Hi Russ,

On Wed, Oct 23, 2019 at 1:08 PM Russ Allbery <r...@debian.org> wrote:
>
> the original request was to
> suppress the tag source-contains-empty-directory if the Debian patch set
> explicitly adds a file to that directory

An override is more explicit, and also more self-explanatory, when
compared to a '.placeholder'. Could dpkg perhaps add such a
placeholder automatically if the directory mentioned in the override
is still empty after all the patches have been applied?

> The result is that the patches-applied Debian
> packaging tree is then representable in Git

I re-read our prior messages, but still do not see why the ability to
round-trip through Git is so important. Either way, the issue should
IMHO be fixed in the tool chain that processes such round trips. Then
we can remove the tag from Lintian.

> which did seem mildly
> superior to recreating the directory in debian/rules

How would a placeholder created in debian/rules (or dh) help with the
round-tripping issue? Does anyone create source packages from built
source trees?

Upon further reflection, how about we record a manifest of the
upstream sources in the debian repo? Such a manifest could also
contain checksums for individual files, which would relieve us from
all problems synchronizing signed git tags and tarball signatures. (I
once wrote such a tool but it has seen no adoption.) Empty directories
could be easily re-created from the manifest when needed.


**What you should do:** All pictures should be dropped, and only the lines from the top of the entries below through the line containing "pyautogui.click(x=<x>, y=<y>)" repeated exactly, both ends included.

[Source data Boundary: Start]

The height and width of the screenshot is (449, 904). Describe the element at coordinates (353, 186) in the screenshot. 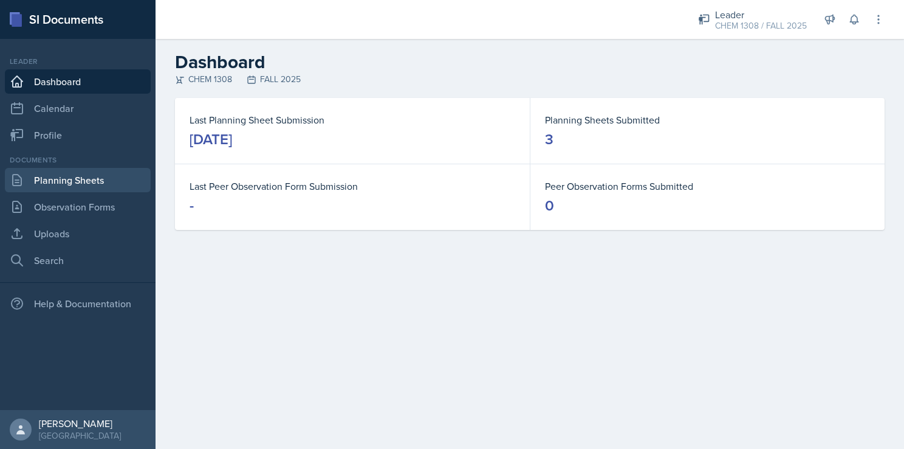

I see `dt: Last Peer Observation Form Submission` at that location.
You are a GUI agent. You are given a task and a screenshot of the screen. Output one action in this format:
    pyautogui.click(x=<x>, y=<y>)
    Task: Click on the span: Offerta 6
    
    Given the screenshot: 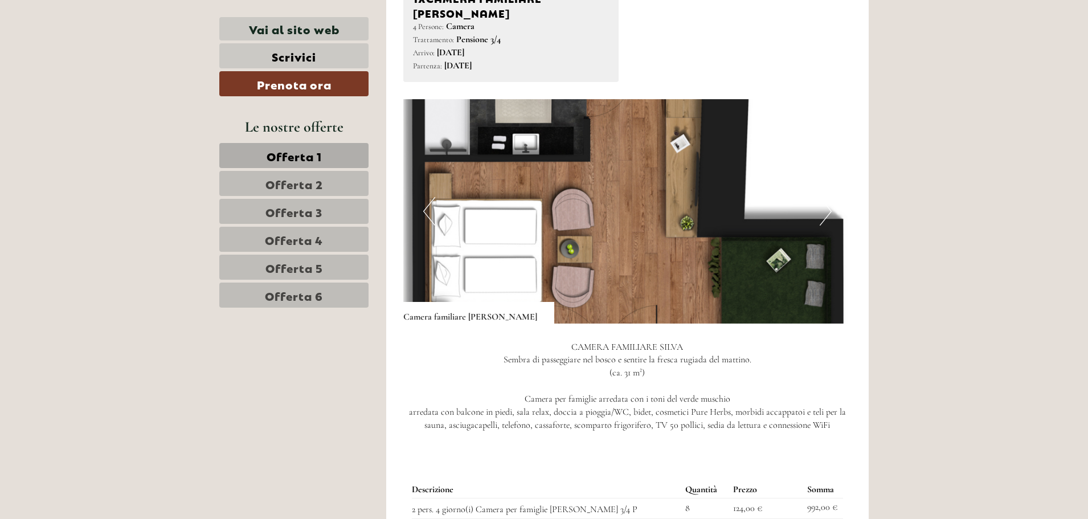 What is the action you would take?
    pyautogui.click(x=294, y=295)
    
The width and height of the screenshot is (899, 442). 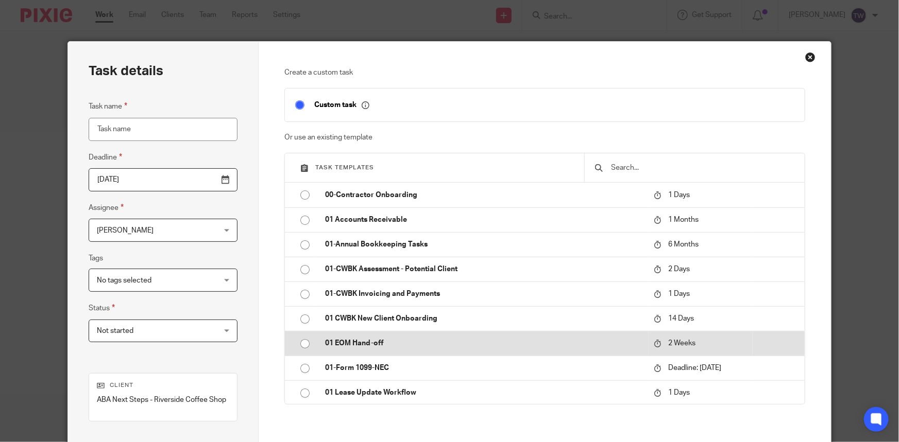 What do you see at coordinates (163, 400) in the screenshot?
I see `p: ABA Next Steps - Riverside Coffee Shop` at bounding box center [163, 400].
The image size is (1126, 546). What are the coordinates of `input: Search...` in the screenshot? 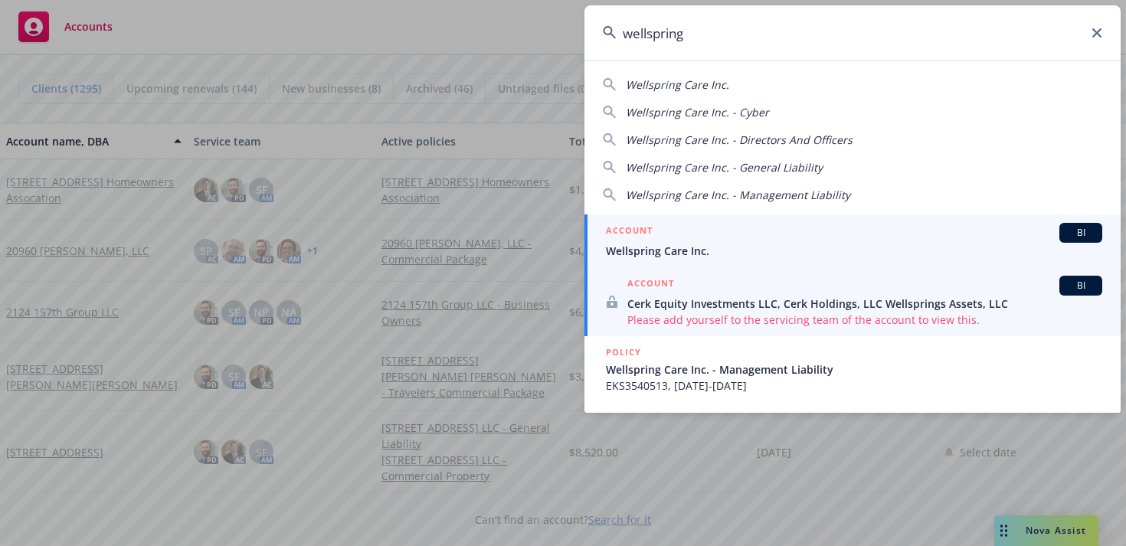 It's located at (853, 33).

[Source data Boundary: End]

**Output for this task:**
The height and width of the screenshot is (449, 904). Describe the element at coordinates (353, 186) in the screenshot. 

I see `dt: Last Peer Observation Form Submission` at that location.
You are a GUI agent. You are given a task and a screenshot of the screen. Output one action in this format:
    pyautogui.click(x=<x>, y=<y>)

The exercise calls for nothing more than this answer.